Brexit and other fixes in globalization
The Conservative victory in Britain is just the latest course correction for several trade deals, or a necessary reform to heal those hurt by the flow of goods, people, money, and information across borders.
Reuters
In just one week in December, the world trading system saw three big course corrections. China and the United States reached an initial deal to end a tariff war and set new rules on trade. Washington signed up for a revised North American Free Trade Agreement, or NAFTA. And in a Dec. 12 election, Britain firmly chose to leave the European Union with an overwhelming victory for the Conservative Party.
The theme in all three? Globalization, or the flow of goods, people, money, and information across borders, is not fading away. It is being fixed to help those who feel “left behind” and unable to adjust.
“Let the healing begin,” declared British Prime Minister Boris Johnson in his victory speech Friday. His government will now be finishing Brexit after a three-year, exhausting debate. Yet it also seeks new trade deals with the EU and the U.S. while giving Britain more control over its economy and immigration. Mr. Johnson promised citizens who wanted to stay in the EU that he “will never ignore your good and positive feelings of warmth and sympathy towards the other nations of Europe.”
His promise, like the other trade events this week, reflects a new type of globalization. Instead of turning toward isolation, countries such as Britain want the international system to better respect the interests of local communities and each nation’s identity. Economic integration will go on but at a pace and in directions that cause less pain to workers and neighborhoods as well as the environment.
Old trade rules are being ripped up for new ones. Yet cross-border interactions keep rising. “The world remains more connected than at almost any other point in history, with no signs of a broad reversal of globalization so far,” according to the latest survey of global connectedness from New York University.
Much of the rage against globalization has been in the West, bringing with it a rise in populist politicians. Yet the West represents only about 1 billion of the world’s 7 billion people. And the proportion of people living outside the countries where they were born – about 3.4% – has barely risen in the past century. Migration may need better management in its flow and legality. But it is hardly a new danger to world order.
The latest course corrections on trade show that the fears and damages of globalization can be addressed. Rather than deglobalization, the world needs reglobalization, or the rethreading of the bonds between nations. The breaks in trade, like Brexit, can be merely a pause to end any suffering from trade.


## TASK DETAILS
Go through each line of the entries below and tally those containing the string "JSON"; give only the total.
◇ ◇ ◇ ◇ ◇
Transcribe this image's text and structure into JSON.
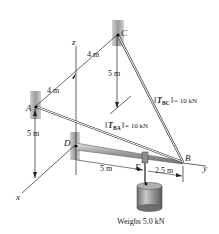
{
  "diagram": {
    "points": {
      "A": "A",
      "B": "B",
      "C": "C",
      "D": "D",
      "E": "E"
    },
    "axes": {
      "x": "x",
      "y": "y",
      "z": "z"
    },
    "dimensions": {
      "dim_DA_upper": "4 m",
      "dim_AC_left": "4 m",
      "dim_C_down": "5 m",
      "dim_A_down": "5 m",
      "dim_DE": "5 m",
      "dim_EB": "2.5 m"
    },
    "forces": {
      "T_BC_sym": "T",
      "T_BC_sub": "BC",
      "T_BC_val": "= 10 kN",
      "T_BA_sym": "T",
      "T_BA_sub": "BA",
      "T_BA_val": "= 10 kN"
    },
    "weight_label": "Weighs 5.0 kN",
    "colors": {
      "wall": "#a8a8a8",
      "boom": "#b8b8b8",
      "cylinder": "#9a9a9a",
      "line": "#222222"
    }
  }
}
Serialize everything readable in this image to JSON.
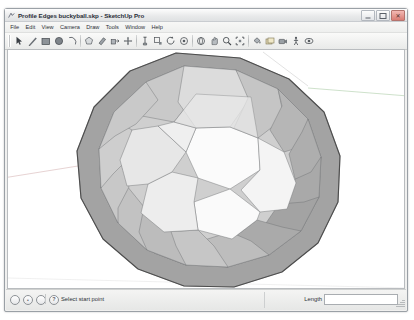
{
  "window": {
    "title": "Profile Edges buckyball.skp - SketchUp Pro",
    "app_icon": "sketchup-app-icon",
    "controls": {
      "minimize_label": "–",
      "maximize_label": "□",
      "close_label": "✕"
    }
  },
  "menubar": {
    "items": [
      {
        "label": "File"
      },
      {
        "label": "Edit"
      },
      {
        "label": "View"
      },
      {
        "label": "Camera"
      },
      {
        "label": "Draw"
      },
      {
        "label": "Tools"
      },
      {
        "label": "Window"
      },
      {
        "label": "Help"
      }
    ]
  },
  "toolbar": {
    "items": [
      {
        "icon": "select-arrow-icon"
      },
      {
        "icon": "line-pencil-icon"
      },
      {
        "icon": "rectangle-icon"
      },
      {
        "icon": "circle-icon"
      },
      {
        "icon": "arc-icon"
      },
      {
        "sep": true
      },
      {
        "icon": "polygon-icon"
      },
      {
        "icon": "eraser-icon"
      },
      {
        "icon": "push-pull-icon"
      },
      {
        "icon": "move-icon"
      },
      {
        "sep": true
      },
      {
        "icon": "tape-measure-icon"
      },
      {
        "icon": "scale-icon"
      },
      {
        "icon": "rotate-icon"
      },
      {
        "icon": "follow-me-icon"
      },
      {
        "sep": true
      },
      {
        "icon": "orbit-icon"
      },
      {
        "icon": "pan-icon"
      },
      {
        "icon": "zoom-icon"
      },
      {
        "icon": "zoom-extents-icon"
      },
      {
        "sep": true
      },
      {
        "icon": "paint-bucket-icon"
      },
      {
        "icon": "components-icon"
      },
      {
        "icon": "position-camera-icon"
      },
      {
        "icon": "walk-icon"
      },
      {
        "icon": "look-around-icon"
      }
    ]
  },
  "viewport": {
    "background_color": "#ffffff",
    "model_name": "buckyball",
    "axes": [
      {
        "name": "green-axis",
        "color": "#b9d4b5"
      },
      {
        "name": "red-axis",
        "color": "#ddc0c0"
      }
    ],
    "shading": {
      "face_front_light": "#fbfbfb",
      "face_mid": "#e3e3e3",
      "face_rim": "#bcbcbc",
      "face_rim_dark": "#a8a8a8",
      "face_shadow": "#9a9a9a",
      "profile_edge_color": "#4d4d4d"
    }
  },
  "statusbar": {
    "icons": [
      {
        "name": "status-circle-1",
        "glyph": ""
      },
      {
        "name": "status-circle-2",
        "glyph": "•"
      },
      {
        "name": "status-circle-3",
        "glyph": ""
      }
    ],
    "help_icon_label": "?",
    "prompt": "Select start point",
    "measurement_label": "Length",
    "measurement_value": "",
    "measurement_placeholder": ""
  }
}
◇ ◇ ◇ ◇ ◇
## SOLUTION BELOW
2